All supplementary angles would be linear pairs IF they were adjacent. But they could be far apart.
Yes they do, love your question
not necesarily, supplementary angles have to add up to 180degrees so they can b linear pairs if their on the same line but not always
A parallelogram.
Supplementary angles are pairs of angles whose measures add up to 180 degrees.
No. An angle can have only one angle!
True only if the two angles are adjacent (i.e. have a point in common). By definition, supplementary angles add up to 180° therefore they are linear pairs, if they are adjacent. Otherwise false. Imagine drawing an angle of 40° at the top of the page and another of 140° at the bottom. These angles are supplementary but not a linear pair.
supplementary can sure be a linear pair. As long as their is 2 different angles and they equal 180 degrees.
Yes they do, love your question
not necesarily, supplementary angles have to add up to 180degrees so they can b linear pairs if their on the same line but not always
Supplementary angles
Actually, It is this. Question: Angle 1 and 4 are called ___ angles?
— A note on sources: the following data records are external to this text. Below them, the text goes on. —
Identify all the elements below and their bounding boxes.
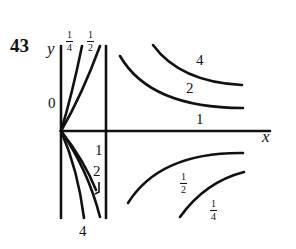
x-one-tick-label: 1 xyxy=(95,143,103,158)
label-right-lower-quarter: 14 xyxy=(210,199,217,222)
curve-four-down xyxy=(61,131,84,218)
label-quarter-up: 14 xyxy=(66,30,73,53)
y-axis-label: y xyxy=(47,40,55,57)
curve-quarter-up xyxy=(61,46,82,131)
x-axis-label: x xyxy=(262,128,270,145)
label-right-upper-four: 4 xyxy=(196,53,204,68)
label-right-lower-half: 12 xyxy=(180,172,187,195)
problem-number: 43 xyxy=(10,36,29,55)
label-right-upper-two: 2 xyxy=(186,81,194,96)
label-half-up: 12 xyxy=(87,30,94,53)
curve-right-upper-two xyxy=(120,56,243,108)
label-two-down: 2 xyxy=(93,164,101,179)
graph-canvas xyxy=(0,0,296,249)
solution-curves-figure: 43 y x 0 1 14 12 2 4 1 4 2 12 14 xyxy=(0,0,296,249)
label-four-down: 4 xyxy=(79,224,87,239)
label-horizontal-one: 1 xyxy=(196,112,204,127)
y-zero-tick-label: 0 xyxy=(48,96,56,111)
Answer: Supplementary
whenever you have a supplementary angle, you know that both of the angles in the supplementary angles will add up to 180 degrees. if that's what you meant
Because "supplementary" means they sum to 180 degrees!
Yes, they are.
A+
Complementary angles sum to 90o Supplementary angles sum to 180o
A and B, B and C, C and D, D and A, are all supplementary pairs. The figure has no complementary pairs of angles.